MS: In the last decade, particularly when I was at 3LP, I executed dozens of patent sale agreements and saw hundreds of licensing agreements thereafter. That was at the peak of the patent licensing and patent sale economy. Today at XLP Capital, I see that same volume of deals – not in patents but in data licence agreements. Today, for instance, I am involved with about a dozen large data licensing deals where I am brokering exclusive datasets from companies that are in one business, but realise that they are generating data in completely orthogonal industries in the same way that people holding patents 10 years ago would happily license them out to businesses that were not directly competing with them (so-called ‘non-core’ businesses).
Today we ask CEOs and investors the same question: what is your core data and what is your non-core data? If as a company you have a non-core data asset, we at XLP are eager to buy, license or resell it. In fact, we are now almost exclusively in the business of buying, selling, auctioning, brokering and relicensing non-core but valuable datasets. Data is the new IP asset and every company has it.

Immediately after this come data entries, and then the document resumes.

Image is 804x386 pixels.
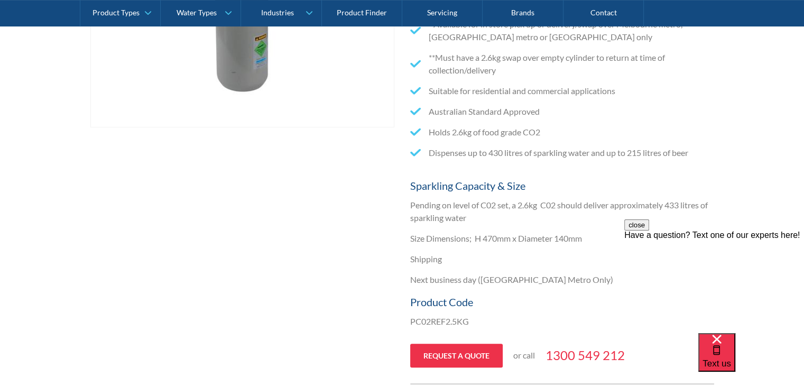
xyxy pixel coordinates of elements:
[410,126,714,139] li: Holds 2.6kg of food grade CO2
[625,219,804,346] iframe: podium webchat widget prompt
[410,273,714,286] p: Next business day ([GEOGRAPHIC_DATA] Metro Only)
[410,105,714,118] li: Australian Standard Approved
[261,8,293,17] div: Industries
[513,349,535,362] p: or call
[546,346,625,365] a: 1300 549 212
[410,232,714,245] p: Size Dimensions; H 470mm x Diameter 140mm
[410,51,714,77] li: **Must have a 2.6kg swap over empty cylinder to return at time of collection/delivery
[177,8,217,17] div: Water Types
[410,146,714,159] li: Dispenses up to 430 litres of sparkling water and up to 215 litres of beer
[410,178,714,194] h5: Sparkling Capacity & Size
[410,315,714,328] p: PC02REF2.5KG
[410,199,714,224] p: Pending on level of C02 set, a 2.6kg C02 should deliver approximately 433 litres of sparkling water
[410,253,714,265] p: Shipping
[410,294,714,310] h5: Product Code
[410,85,714,97] li: Suitable for residential and commercial applications
[93,8,140,17] div: Product Types
[699,333,804,386] iframe: podium webchat widget bubble
[410,18,714,43] li: * Available for in store pick up or delivery/swap over Melbourne metro, [GEOGRAPHIC_DATA] metro o...
[410,344,503,368] a: Request a quote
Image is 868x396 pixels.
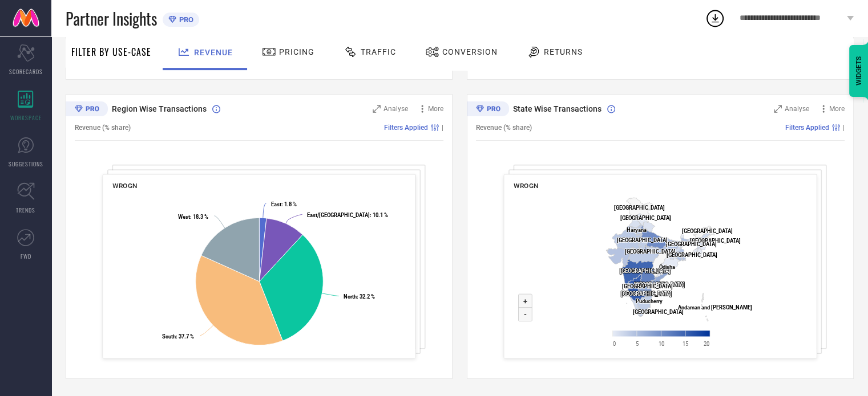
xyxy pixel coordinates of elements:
span: Filters Applied [785,123,829,132]
text: [GEOGRAPHIC_DATA] [617,237,668,243]
span: More [829,105,844,113]
text: [GEOGRAPHIC_DATA] [666,252,717,258]
text: 15 [683,340,688,346]
tspan: East [271,201,282,207]
text: [GEOGRAPHIC_DATA] [620,215,671,221]
text: [GEOGRAPHIC_DATA] [622,283,673,290]
span: Filters Applied [384,123,428,132]
tspan: West [178,214,190,220]
span: | [843,123,844,132]
text: : 37.7 % [162,334,194,340]
span: Revenue (% share) [476,123,532,132]
div: Open download list [704,8,725,28]
text: Andaman and [PERSON_NAME] [678,304,752,311]
span: TRENDS [16,206,35,214]
span: PRO [176,16,193,24]
div: Premium [467,102,509,119]
text: [GEOGRAPHIC_DATA] [614,205,665,211]
text: Puducherry [636,298,662,304]
svg: Zoom [774,105,782,113]
span: SCORECARDS [9,67,43,76]
text: : 18.3 % [178,214,208,220]
span: More [428,105,443,113]
span: SUGGESTIONS [9,159,43,168]
text: [GEOGRAPHIC_DATA] [620,268,671,274]
span: Partner Insights [66,7,157,31]
span: Revenue (% share) [75,123,131,132]
text: : 32.2 % [343,294,375,300]
text: 0 [613,340,616,346]
tspan: North [343,294,356,300]
text: 5 [636,340,639,346]
span: Conversion [442,47,497,56]
tspan: East/[GEOGRAPHIC_DATA] [307,212,370,218]
span: Returns [544,47,582,56]
text: 10 [658,340,664,346]
div: Premium [66,102,108,119]
text: Odisha [659,264,675,271]
text: - [524,310,527,319]
text: + [523,297,527,306]
span: WROGN [113,182,137,190]
span: WORKSPACE [10,113,41,122]
span: Revenue [194,48,233,57]
span: Region Wise Transactions [112,104,206,113]
text: [GEOGRAPHIC_DATA] [681,227,732,234]
span: Filter By Use-Case [71,45,151,59]
svg: Zoom [373,105,381,113]
text: Haryana [626,227,647,233]
span: FWD [20,252,31,260]
tspan: South [162,334,176,340]
span: Traffic [360,47,396,56]
text: : 10.1 % [307,212,388,218]
span: Analyse [785,105,809,113]
text: [GEOGRAPHIC_DATA] [625,249,675,255]
text: [GEOGRAPHIC_DATA] [666,241,717,247]
text: [GEOGRAPHIC_DATA] [633,309,683,315]
span: WROGN [514,182,538,190]
span: State Wise Transactions [513,104,601,113]
text: 20 [704,340,709,346]
span: Analyse [383,105,408,113]
text: : 1.8 % [271,201,297,207]
text: [GEOGRAPHIC_DATA] [634,281,685,288]
text: [GEOGRAPHIC_DATA] [621,291,672,297]
span: Pricing [279,47,314,56]
text: [GEOGRAPHIC_DATA] [690,237,740,243]
span: | [442,123,443,132]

I will say that only the most progressive companies today have regarded their datasets in this way and are beginning to make IP managers responsible for non-core data management. I see this trend accelerating and I would anticipate that the next intellectual asset of significance that IP managers and IP executives will manage is non-core data. First, by identifying what data there is. Second, by identifying what is strategic, what is core and what is non-core data. And, finally, coming up with valuation techniques for all three of those groups and determining whether it is a good idea to sell or to monetise non-core data as an asset.
RL: Do you think that this market might be subject to the same kinds of wild swing that we have seen in the patent market over the last seven or eight years?
MS: Swings or not, I think it is clearly the next frontier of value and asset value realisation. And so, it falls to the intellectual asset manager or the IP manager to evolve with the state of the market and with the supply and demand of intangible and intellectual property. We have assessed the IP bubble to have lasted somewhere between 20 and 30 years.
In the same way, I think data licensing agreements are the next frontier. Almost every company I have encountered has non-core data and yet does not know how or struggles to manage it. If data licensing agreement transactions turn out to be a bubble, then it could be one that lasts for between 20 and 30 years. But that does not mean that it should not be on the radar of every IP manager.
RL: Do you think there is a role for the US Patent and Trademark Office and other IP offices to police this process?
MS: I think there is a dual role. There is an opportunity realisation role, which includes valuation and identification. It may be time to create a classification system for types of data, in the same way that technologies are classified under US, international or cooperation patent classifications. I also think there is a policing role. Many of the same roles that were needed in the IP patent creation and management process will be necessary here. In the same way that on the patent side there was a licensing or at times a litigation role for patent managers, I think that those same people will have an important part to play in detection and litigation when it comes to dataset leaks.